Monday, 16 June 2014

Fair post mortem, part 1


Terrible, terrible picture - sorry - but it's the only one I took on my not-very-smart phone.

Before we went to this fair, I was trying to write a blog post about how best to set up a stall display.  Reading it back now, it sounds unnecessarily complicated.  

I'm sure the display is important.  Certainly I've yet to figure out how it works.

My mother and I argue about it every time.  She wants to put as many bears on the table as possible; I think people don't look so much at individual bears when they're faced with a crowded table.  She thinks that having display 'props' - like big hat boxes for the bears to sit - distracts from the bears themselves; I think ostentatious props can make people come over and have a look.

But what I really took away from this bear fair was that - whilst I've been planning my stall like a window display - it is, or should be, a much more changeable, interactive thing.  If you treat it like a window display, customers will too - looking, then leaving.

What you really need to do - never mind the display - is to move things around (or just pick them up) fairly frequently and obviously.  I think when people saw me picking things up, they were happier to do so themselves.  (Maybe they assumed I was another customer.)  And if you see someone looking at something particular, pick it up and offer it to them.

And whilst I really wish I could be more like the bloke next to us, who was selling wonderful teddy bear chairs (which I can recommend) - drawing people in and making them laugh - I found that even just giving people more information helped to pique their interest.

Okay, so I probably bored a few people silly.  "Yes, he's heavy because when I made the papier mache horns, he needed something to counter-balance the weight, so he's got lots of steel shot in his bottom."  That customer left quite quickly.

But people seemed genuinely delighted when we showed them that the meerkats had double-neck joints.  And the lady who bought Stefan the mammoth may have been swayed by the face that he was made from a piece of antique German mohair, and that all his scars were original.  And Plummie sold after a conversation about how I had come up with the design to go in the middle of the wreath - to create a sort of 'hibernating' look.  Or maybe he sold in spite of that conversation!

But I think, genuinely - even if people are not interested in the construction process - if you can impart just a little of the effort and consideration that went into making something, that is a pull for people.  Certainly that would appeal to me as a customer.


* Description of the task:
Apart from the pictures, every line below needs to be reproduced verbatim.

::::::::

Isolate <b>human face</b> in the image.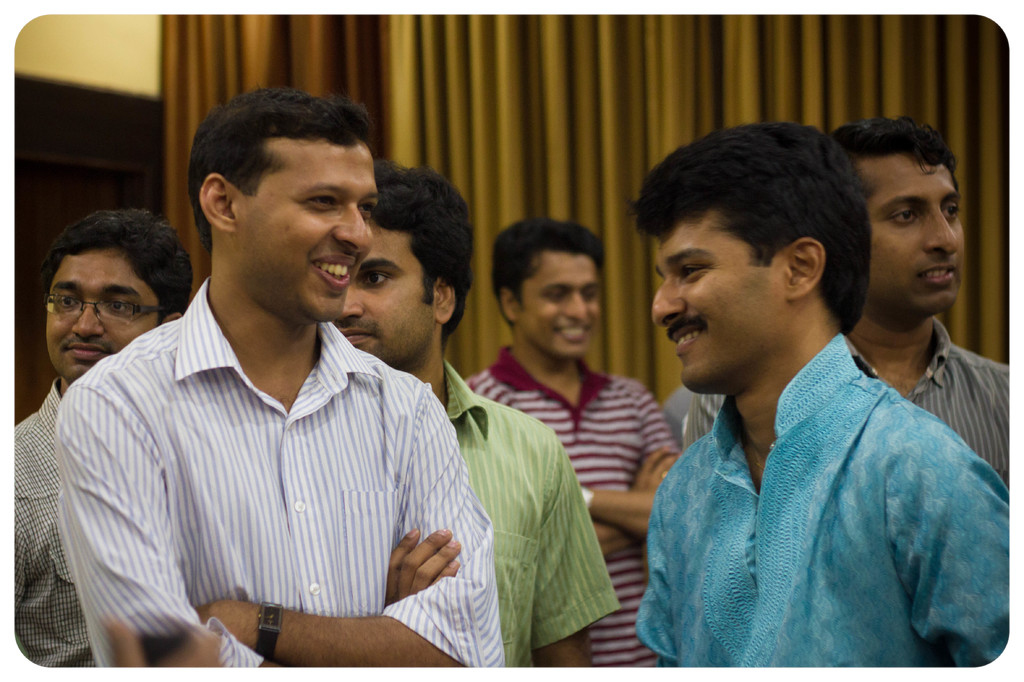
Isolated region: region(868, 153, 963, 318).
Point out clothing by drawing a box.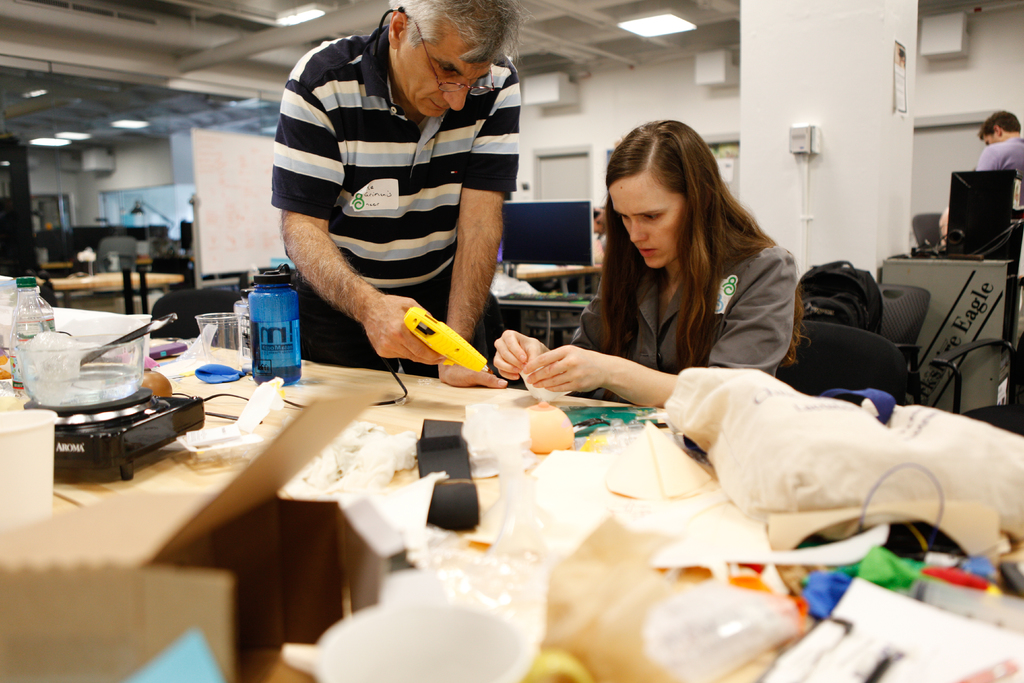
left=556, top=233, right=794, bottom=406.
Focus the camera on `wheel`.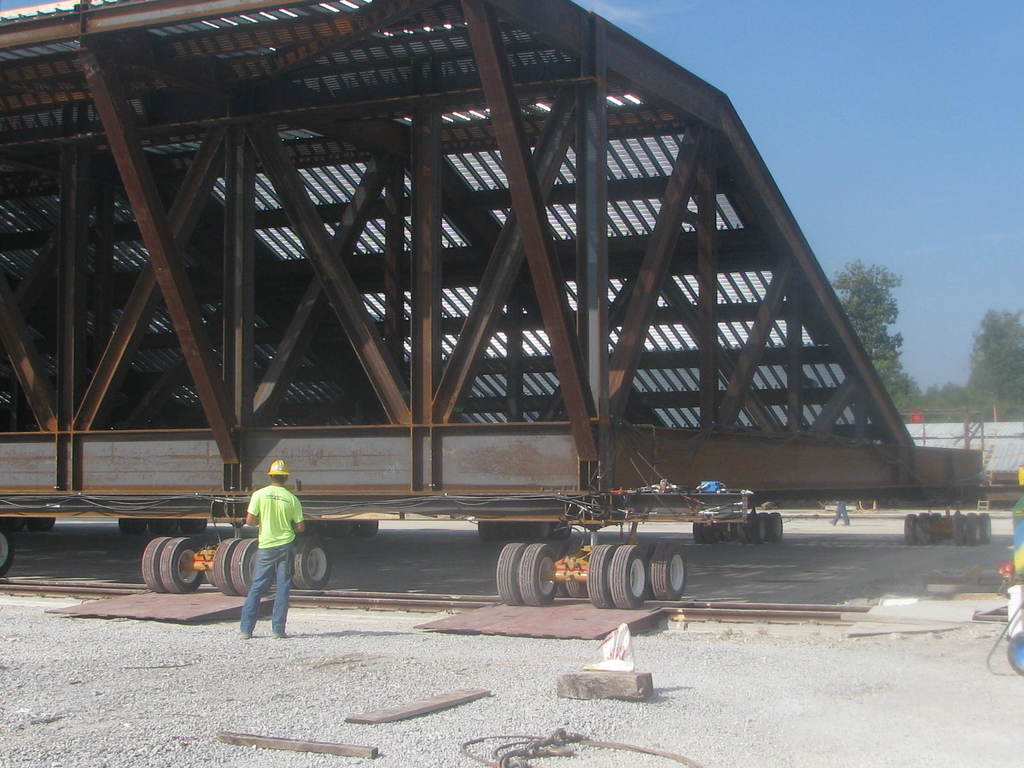
Focus region: BBox(552, 520, 568, 539).
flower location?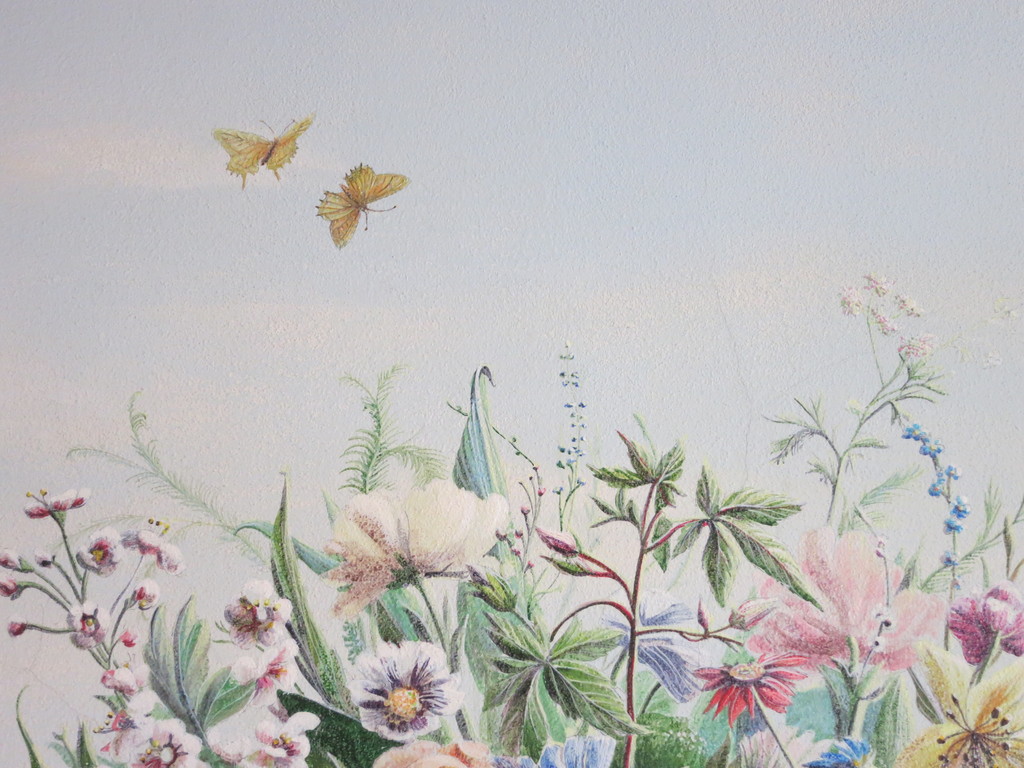
[left=890, top=647, right=1023, bottom=766]
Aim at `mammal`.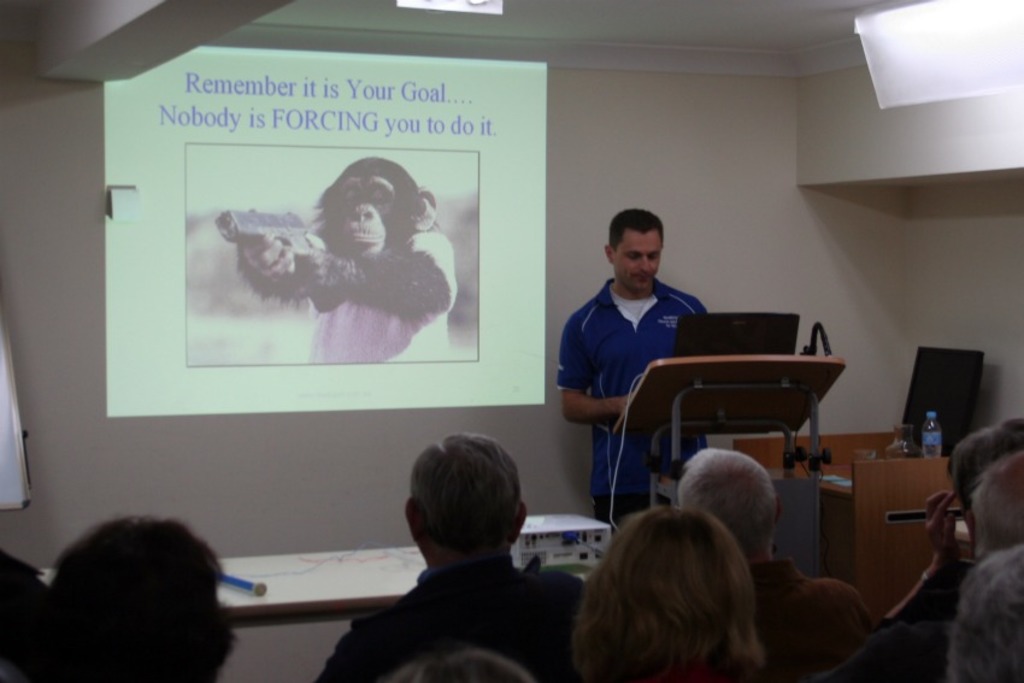
Aimed at bbox(237, 148, 452, 355).
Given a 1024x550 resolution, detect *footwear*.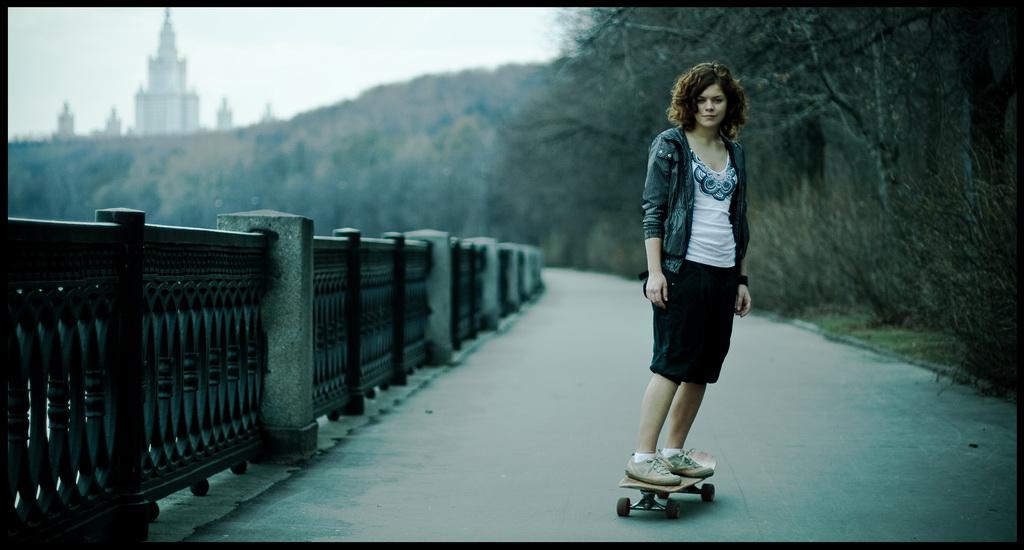
pyautogui.locateOnScreen(615, 449, 675, 487).
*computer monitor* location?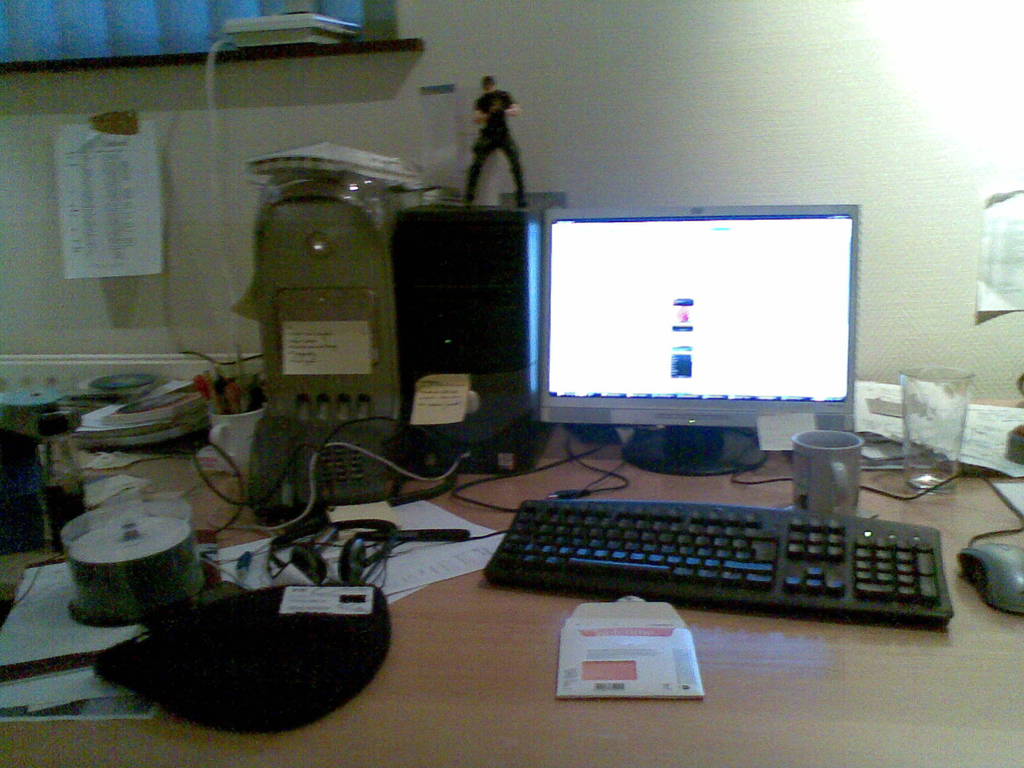
bbox=(515, 201, 877, 487)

::::::::

* Answer below:
Isolate <b>human face</b> in the image.
Isolated region: region(868, 153, 963, 318).
Point out clothing by drawing a box.
left=556, top=233, right=794, bottom=406.
Focus the camera on `wheel`.
Focus region: BBox(552, 520, 568, 539).
flower location?
[left=890, top=647, right=1023, bottom=766]
Aim at `mammal`.
Aimed at bbox(237, 148, 452, 355).
Given a 1024x550 resolution, detect *footwear*.
pyautogui.locateOnScreen(615, 449, 675, 487).
*computer monitor* location?
bbox=(515, 201, 877, 487)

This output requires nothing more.